This week’s list of data news highlights covers August 1-August 7, 2020, and includes articles about predicting coffee demand during the pandemic and modeling the solar system’s shape.
1. Teaching AI When It Should Defer to a Human
Researchers from MIT have developed an AI system that can predict if it is more likely to make an accurate decision than a human. The system uses one machine learning model to make a decision, such as determining if text is hate speech, and another to predict if a human is more likely to make a better decision. The second model uses a human’s track record to improve its prediction of the human’s performance iteratively.
2. Modeling Our Solar System’s Shape
Researchers led by an individual from Boston University have used data from NASA space missions to simulate how different types of charged particles are likely interacting with our solar system’s shape. The simulations revealed that a mixture of cold and hot matter likely have caused the solar system to be shaped like a croissant rather than a comet, which researchers had previously believed.
3. Using AI to Design Music Studios
Walters-Storyk Design Group, a firm based in New York that designs rooms to improve their acoustics, has created an AI-enabled system that can optimize music and performance spaces. The system can predict how changes to a room, such as the placement of damping modules, would affect its acoustics. The firm is using the system to design recording studios for Spotify.
4. Automating Line Calls in Tennis
Tennis tournaments are using Hawk-Eye Live, an automated system that can make calls in tennis, to reduce the need for line judges at matches due to coronavirus. The system analyzes videos from multiple cameras in real-time to track and create a 3D representation of the ball’s path within millimeters. The U.S. Open will use the system on all but two courts.
Researchers from the Austrian Academy of Sciences and the European Space Agency have created a system that allows for more accurate tracking of space debris during daylight. The system uses a camera, telescope, and specialized filter to measure sunlight reflections off space debris. This data allows the researchers to detect the location of an object within one meter.
6. Using a Supercomputer to Design Golf Clubs
Callaway, a sporting goods company based in California, is using data and a supercomputer to design golf clubs. The firm’s AI system not only analyzes how players’ shots vary using different club designs but also helps design club faces themselves. The supercomputer then allows the firm to design thousands of iterations of clubs in a couple of days.
7. Using Data to Predict Demand for Coffee
Keurig Dr Pepper, which owns Dr Pepper, Snapple, and Canada Dry, is using WiFi-enabled coffee brewers to forecast demand more accurately. The firm refitted 10,000 machines with WiFi for consumers who opted into the exercise, allowing the company to learn how frequently individuals were using their coffee machines. This data helped the organization adjust its production and order raw materials to match recent surges in people drinking coffee.
8. Using AI to Increase Safety At Sports Games
The New York Mets are using an AI-enabled system to authenticate players and check their temperatures as they enter its baseball stadium. The system, which New York-based firm Alclear created, uses facial recognition to identify players. Los Angeles FC, a Major League Soccer club, also plans to use the system to check whether fans are wearing masks once fans return to its stadium.
Researchers led by an individual from Nagoya University in Japan have used data about the magnetic fields on the Sun’s surface to develop a model that can predict solar flares. The data helped the model identify key characteristics of regions of the Sun that could produce solar flares, such as twisting magnetic field lines and areas where positive and negative magnetic fields are next to one another. The model accurately predicted seven of nine large solar flares from the last solar cycle.
10. Pinpointing the Progression of Parkinson’s Disease
IBM and the Michael J. Fox Foundation have developed a machine learning model that can help clinicians determine how advanced Parkinson’s disease is in a patient. The model considers factors such as medication that can mask symptoms of the disease, such as tremors. This process can help clinicians assess the progress of the disease in relation to symptoms.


▶ _TRY IT_
There is one span to output from the data below: the lines starting at the line with "This screenshot has height=276, width=575." and ending at the line with "What do you see at coordinates (377, 63)". Output it exactly, ends included, nothing more.

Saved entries
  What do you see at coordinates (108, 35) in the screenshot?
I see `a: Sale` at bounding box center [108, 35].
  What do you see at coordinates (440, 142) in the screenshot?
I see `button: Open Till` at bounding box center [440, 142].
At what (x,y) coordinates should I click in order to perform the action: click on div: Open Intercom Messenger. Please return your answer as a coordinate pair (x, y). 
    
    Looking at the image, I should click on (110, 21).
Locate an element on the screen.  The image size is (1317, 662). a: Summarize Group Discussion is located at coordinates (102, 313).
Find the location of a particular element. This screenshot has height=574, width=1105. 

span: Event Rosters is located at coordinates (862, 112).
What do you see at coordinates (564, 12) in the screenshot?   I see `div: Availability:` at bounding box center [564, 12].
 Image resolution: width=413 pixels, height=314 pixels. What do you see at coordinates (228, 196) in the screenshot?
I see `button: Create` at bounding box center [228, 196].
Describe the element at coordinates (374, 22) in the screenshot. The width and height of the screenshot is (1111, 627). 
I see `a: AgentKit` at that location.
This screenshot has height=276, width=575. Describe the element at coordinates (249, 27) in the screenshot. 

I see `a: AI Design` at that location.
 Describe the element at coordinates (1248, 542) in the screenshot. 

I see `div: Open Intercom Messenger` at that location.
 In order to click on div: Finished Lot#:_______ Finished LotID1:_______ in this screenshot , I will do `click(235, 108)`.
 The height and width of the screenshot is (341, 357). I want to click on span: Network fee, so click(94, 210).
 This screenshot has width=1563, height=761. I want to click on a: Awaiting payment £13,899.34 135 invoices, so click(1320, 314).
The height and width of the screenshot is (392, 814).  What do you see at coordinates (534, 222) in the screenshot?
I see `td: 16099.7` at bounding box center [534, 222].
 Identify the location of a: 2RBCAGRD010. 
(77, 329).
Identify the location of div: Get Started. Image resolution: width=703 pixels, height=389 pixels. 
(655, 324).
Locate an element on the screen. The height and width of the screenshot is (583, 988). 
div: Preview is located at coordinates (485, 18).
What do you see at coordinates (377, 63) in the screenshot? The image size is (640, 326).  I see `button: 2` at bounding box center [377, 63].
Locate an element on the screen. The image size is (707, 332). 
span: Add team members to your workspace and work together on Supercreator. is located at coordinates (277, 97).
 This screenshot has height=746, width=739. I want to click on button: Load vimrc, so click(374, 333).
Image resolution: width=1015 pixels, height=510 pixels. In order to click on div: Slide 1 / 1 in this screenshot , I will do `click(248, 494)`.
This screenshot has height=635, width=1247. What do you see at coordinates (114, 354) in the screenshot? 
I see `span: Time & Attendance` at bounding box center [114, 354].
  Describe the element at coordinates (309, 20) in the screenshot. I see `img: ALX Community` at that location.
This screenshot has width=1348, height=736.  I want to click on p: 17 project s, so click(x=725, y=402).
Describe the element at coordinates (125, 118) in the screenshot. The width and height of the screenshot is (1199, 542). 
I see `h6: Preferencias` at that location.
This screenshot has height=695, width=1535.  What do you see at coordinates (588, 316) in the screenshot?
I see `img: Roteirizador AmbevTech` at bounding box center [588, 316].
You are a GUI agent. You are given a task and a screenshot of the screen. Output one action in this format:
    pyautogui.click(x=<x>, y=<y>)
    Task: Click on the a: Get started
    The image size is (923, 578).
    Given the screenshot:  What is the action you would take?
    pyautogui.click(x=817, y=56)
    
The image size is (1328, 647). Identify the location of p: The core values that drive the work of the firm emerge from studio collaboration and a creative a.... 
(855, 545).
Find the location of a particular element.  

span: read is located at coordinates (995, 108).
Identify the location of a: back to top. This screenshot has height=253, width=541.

▶ _TASK RESULT_
This screenshot has height=276, width=575. Describe the element at coordinates (249, 27) in the screenshot. 

I see `a: AI Design` at that location.
 Describe the element at coordinates (1248, 542) in the screenshot. 

I see `div: Open Intercom Messenger` at that location.
 In order to click on div: Finished Lot#:_______ Finished LotID1:_______ in this screenshot , I will do `click(235, 108)`.
 The height and width of the screenshot is (341, 357). I want to click on span: Network fee, so click(94, 210).
 This screenshot has width=1563, height=761. I want to click on a: Awaiting payment £13,899.34 135 invoices, so click(1320, 314).
The height and width of the screenshot is (392, 814).  What do you see at coordinates (534, 222) in the screenshot?
I see `td: 16099.7` at bounding box center [534, 222].
 Identify the location of a: 2RBCAGRD010. 
(77, 329).
Identify the location of div: Get Started. Image resolution: width=703 pixels, height=389 pixels. 
(655, 324).
Locate an element on the screen. The height and width of the screenshot is (583, 988). 
div: Preview is located at coordinates (485, 18).
What do you see at coordinates (377, 63) in the screenshot? The image size is (640, 326).  I see `button: 2` at bounding box center [377, 63].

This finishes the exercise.